Jack, the problem is, no one here in the States--or at least none of the candidates--is proposing the systems you hold up as models. Don't show it to me in Canada or Britain or Sweden or anywhere else. Show me the proposal for THIS COUNTRY. Show it to my elected representatives. If I like it, I'll tell them I think it's a good idea. If enough of them like it and the president also likes it, then we'll have it. But the fact that no one of political significance is talking about what you seem to want them to talk about means it won't happen here any time soon. Maybe you'd better run for office.

King, some of those 47 million ARE expressing their choice--by not paying for coverage they could afford. Why? Because they're gambling they won't get sick, and because they know they'll get treated in the emergency ward if they do.
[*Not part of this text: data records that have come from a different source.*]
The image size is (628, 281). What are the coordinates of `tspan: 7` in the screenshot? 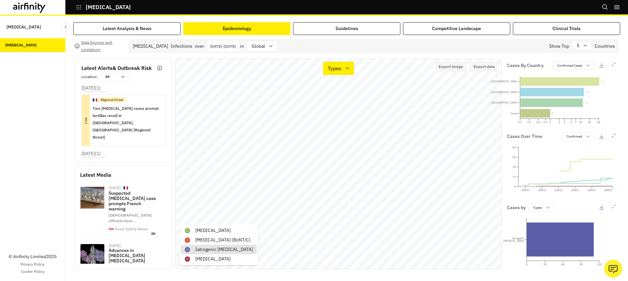 It's located at (576, 122).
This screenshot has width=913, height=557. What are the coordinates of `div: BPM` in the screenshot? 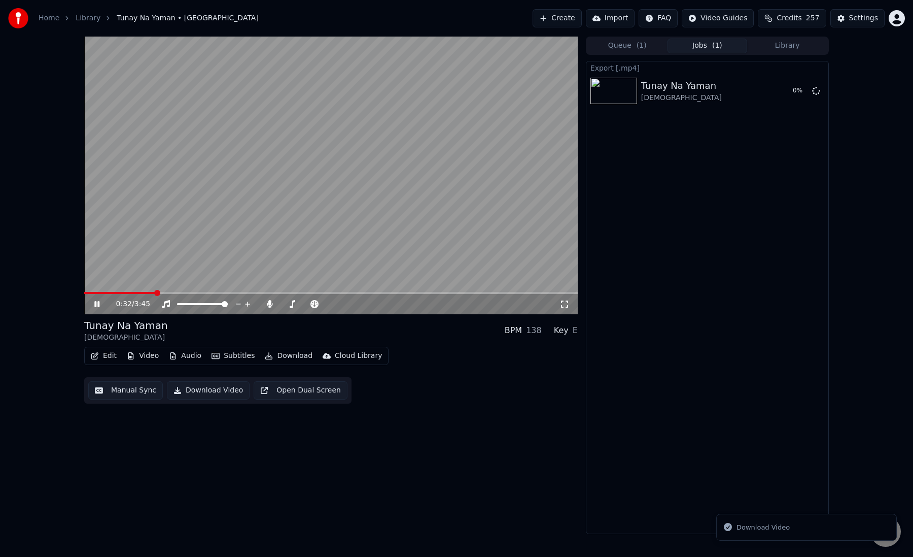 It's located at (514, 330).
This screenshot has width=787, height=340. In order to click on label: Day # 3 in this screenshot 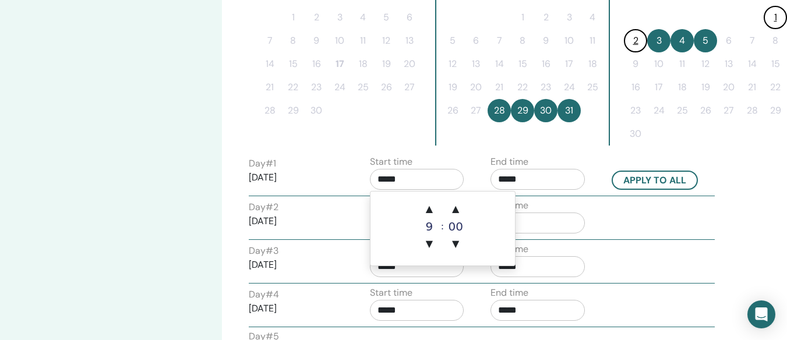, I will do `click(263, 251)`.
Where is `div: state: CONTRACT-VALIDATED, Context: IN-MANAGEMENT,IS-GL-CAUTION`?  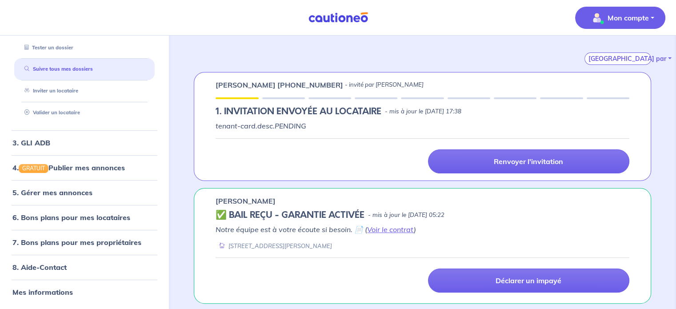 div: state: CONTRACT-VALIDATED, Context: IN-MANAGEMENT,IS-GL-CAUTION is located at coordinates (422, 215).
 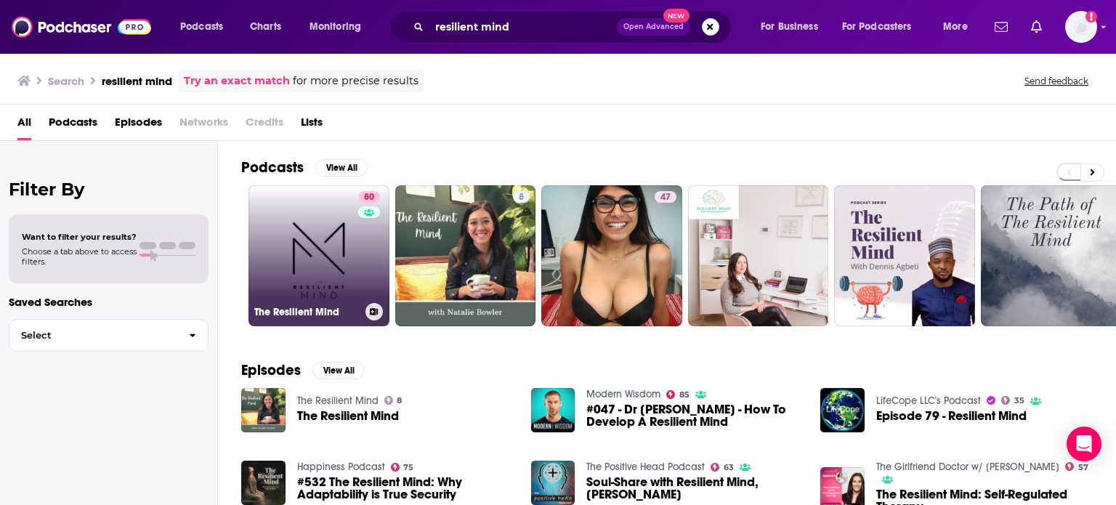 I want to click on a: 80The Resilient Mind, so click(x=319, y=256).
Some certainly can't afford it. But once again, we're talking social programs, not freedom. A country can be free, yet without socialized retirment programs, socialized medicine, etc. Cuba is an example of a country that isn't free, hasn't held an election for about 50 years, but offers its citizens socialized medicine.

King, I spent the summer of 1980 on active duty at Ft McCoy, WI. We were one of three destinations for about 100,000 Cuban refugees that came over in the "boat lift". The other two were Ft. Chaffee, AR and Ft. Indiantown Gap, PA. I don't know about you, but I'd have a feeling something was pretty wrong with the good old USA if, all of a sudden, 3 million people were to pick up and leave because they couldn't stand living under Bush. (That'd be the rough equivalent of 100,000 Cubans, given the difference in population.) And of course thousands of Cubans had already fled, long before the 1980 boat lift. Would you think things were just fine in Canada, King--govt health care and all--if 350,000 Canadians were to pack up and leave all at once?

To some people, free speech is more important than free health care. That may be why our founding fathers put freedom of speech in the Constitution (the very first amendment, in fact), but not free health care.